Posted on 04/02/2014 9:37:09 AM PDT by SeekAndFind
Last week, high school senior Kwasi Enin found out he had been accepted to every college he applied to including all eight Ivy League schools.
How did Enin pull off this impressive feat? The Long Island student scored a 2250 on his SAT, had taken 11 AP courses, and was in the top 2% of his graduating class, but that doesn't necessarily show him fully as an applicant. The answer could be in his college application essay, which The New York Post published today.
(Excerpt) Read more at businessinsider.com ...
He is a Democrat voter for life.
Which is, in education, about as close as you can get to the free market customization clients (i.e. students) really want.
What a great story of personal liberty and self-defined happiness. How does it turn out? Does he become a doctor or is the work still in progress?
I was thinking of maturation process, as in grown to young man status by the measure of his character. In that regard, little barry bastard Soetoro will always be a boy.
Same here. I've got a daughter attending a "low-prestige" state school who can write rings around this.
Her twin sister was not the strongest of writers, but after several writing-intensive courses in her first year of college, she's much better, and again, would produce a higher quality product than this essay.
They've both got my nice high cheekbones.....I could kick myself for not realizing in time how helpful it might have been to their futures to simply check a different box.
Since he took so many AP courses he may only attend for 3 years to get a degree. Knew someone who went to USC and was able to do it in 3 years because of all the AP courses he took in high school.
I was also confused because he appears to be writing about how the course "Music in Our Lives", which he almost didn't take, sparked him to take a musical journey that enriched his life. A nice little story. However at the end, he talks about his wise decision to NOT take the "Music in Our Lives" course.
If I could go back 30 years, I'd have changed my name to something like Hzdak Zhou.
That said, I do wish the kid well. Sounds like he's going to make something of himself.
I’ll decompose the essay and then comment on the acceptances:
The essay is attractive in part because it is not perfect. It’s reasoning is jumbled in places and the flow is jumpy. It’s a bit of a puzzle to unravel. The essay talks of life as a journey and, yet, it itself is a journey. You don’t know where you’re going as you start reading it, and you have to get to the end to find out.
As to the acceptances, yes, everything lines up, academic potential, giftedness, inquisitiveness, and diversity. With regard to achievement, I can see indications of it (AP courses and involvement in school plays). So, I think that is there as well.
“My mind is a raging torrent, flooded with rivulets of thought, cascading into a waterfall of creative alternatives.”
OK, I can see that. So how about this compromise?: eliminate the corporate income tax, end the nonprofit sector’s tax preferences and let the market decide.
I am underwhelmed, too. In fact, mine was better.
Looks like it could be Obamas’s Kenya born son.
He did what a good college admissions essay does. He explained his talent and passion in a way that the colleges could see how he would contribute to their programs and bring them positive recognition. He tied his experiences with music to his goals. He convinced him that once he starts on a path, he follows through. The essay doesn't sound like his dad's secretary or an admissions coach wrote that essay.
Rule #1 of an admissions essay: The college doesn't want to know or care how they'll be good for you. They want to know how the student will be good for them.
Is that Hedley Lamarr? :)
Great story! Well done.
It is a game unfortunately isn’t it.
I really do think that in this case, race was a factor as well. Not that he doesn’t deserve it, with those academics. Just that the elite schools don’t just take academics, they also look for something else, and I’m guessing they have minority goals they want to meet.
I can’t say this is particularly well written or compelling. In fact, I know it isn’t.
Off the bat, I would give a demerit for the essay for simply not containing itself to one page. A second page for 1-1/2 more lines of text? As kids these days say, “Really?”
When I was in college, I figured out the “essay formula.” Whatever the subject was, you stated that the subject showed how “man’s inhumanity to man transcends the class struggle.” Surround it with some other gibberish and cut and paste cake recipes if you want. The “magic words” were everything and guaranteed at least a B+ as the prof swooned over another student that “gets it.”
Meanwhile I was enjoying some beers with friends at Nick’s or the Bluebird and laughing about it.
This essay is about the same thing. It’s gibberish that sounds profound. Hey, all that matters is whether or not it works.
He may have or he may have had the foresight to allow a competent editor to read and correct his essay.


REQUIRED ACTION
The data that follows must be transcribed in full and exactly, minus the pictures.

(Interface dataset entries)

+++++

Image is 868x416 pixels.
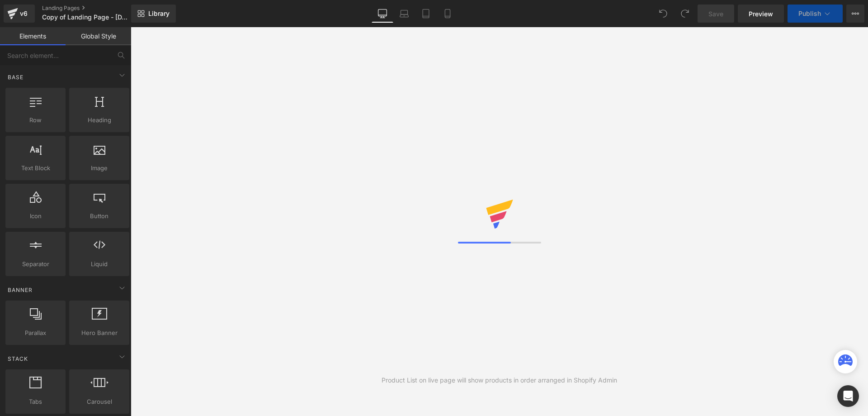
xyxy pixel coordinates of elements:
span: Hero Banner [72,328,127,337]
span: Carousel [72,397,127,406]
span: Liquid [72,259,127,269]
a: v6 [4,4,35,23]
span: Publish [799,10,821,17]
a: Landing Pages [42,4,146,11]
span: Row [8,115,63,125]
span: Heading [72,115,127,125]
button: Publish [788,4,843,23]
a: Preview [738,4,784,23]
span: Copy of Landing Page - [DATE] 17:29:25 [42,14,129,21]
span: Icon [8,211,63,221]
a: Laptop [394,4,415,23]
button: Redo [676,4,694,23]
span: Parallax [8,328,63,337]
a: Tablet [415,4,437,23]
span: Banner [6,286,34,294]
a: Global Style [66,27,131,45]
div: v6 [18,8,29,19]
div: Open Intercom Messenger [837,385,859,407]
span: Text Block [8,163,63,173]
span: Separator [8,259,63,269]
button: Undo [654,4,672,23]
span: Tabs [8,397,63,406]
span: Save [708,9,723,19]
span: Library [148,9,170,18]
div: Product List on live page will show products in order arranged in Shopify Admin [381,375,617,385]
span: Image [72,163,127,173]
span: Preview [748,9,773,19]
span: Button [72,211,127,221]
a: Mobile [437,4,459,23]
a: New Library [131,4,176,23]
span: Stack [6,354,29,363]
span: Base [6,73,24,82]
button: More [847,4,864,23]
a: Desktop [371,4,394,23]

+++++

RESULT FOR THIS EXERCISE
Image is 868x416 pixels.
xyxy pixel coordinates of elements:
span: Hero Banner [72,328,127,337]
span: Carousel [72,397,127,406]
span: Liquid [72,259,127,269]
a: v6 [4,4,35,23]
span: Publish [799,10,821,17]
a: Landing Pages [42,4,146,11]
span: Row [8,115,63,125]
span: Heading [72,115,127,125]
button: Publish [788,4,843,23]
a: Preview [738,4,784,23]
span: Copy of Landing Page - [DATE] 17:29:25 [42,14,129,21]
span: Icon [8,211,63,221]
a: Laptop [394,4,415,23]
button: Redo [676,4,694,23]
span: Parallax [8,328,63,337]
a: Tablet [415,4,437,23]
span: Banner [6,286,34,294]
a: Global Style [66,27,131,45]
div: v6 [18,8,29,19]
div: Open Intercom Messenger [837,385,859,407]
span: Text Block [8,163,63,173]
span: Separator [8,259,63,269]
button: Undo [654,4,672,23]
span: Tabs [8,397,63,406]
span: Save [708,9,723,19]
span: Library [148,9,170,18]
div: Product List on live page will show products in order arranged in Shopify Admin [381,375,617,385]
span: Image [72,163,127,173]
span: Preview [748,9,773,19]
span: Button [72,211,127,221]
a: Mobile [437,4,459,23]
a: New Library [131,4,176,23]
span: Stack [6,354,29,363]
span: Base [6,73,24,82]
button: More [847,4,864,23]
a: Desktop [371,4,394,23]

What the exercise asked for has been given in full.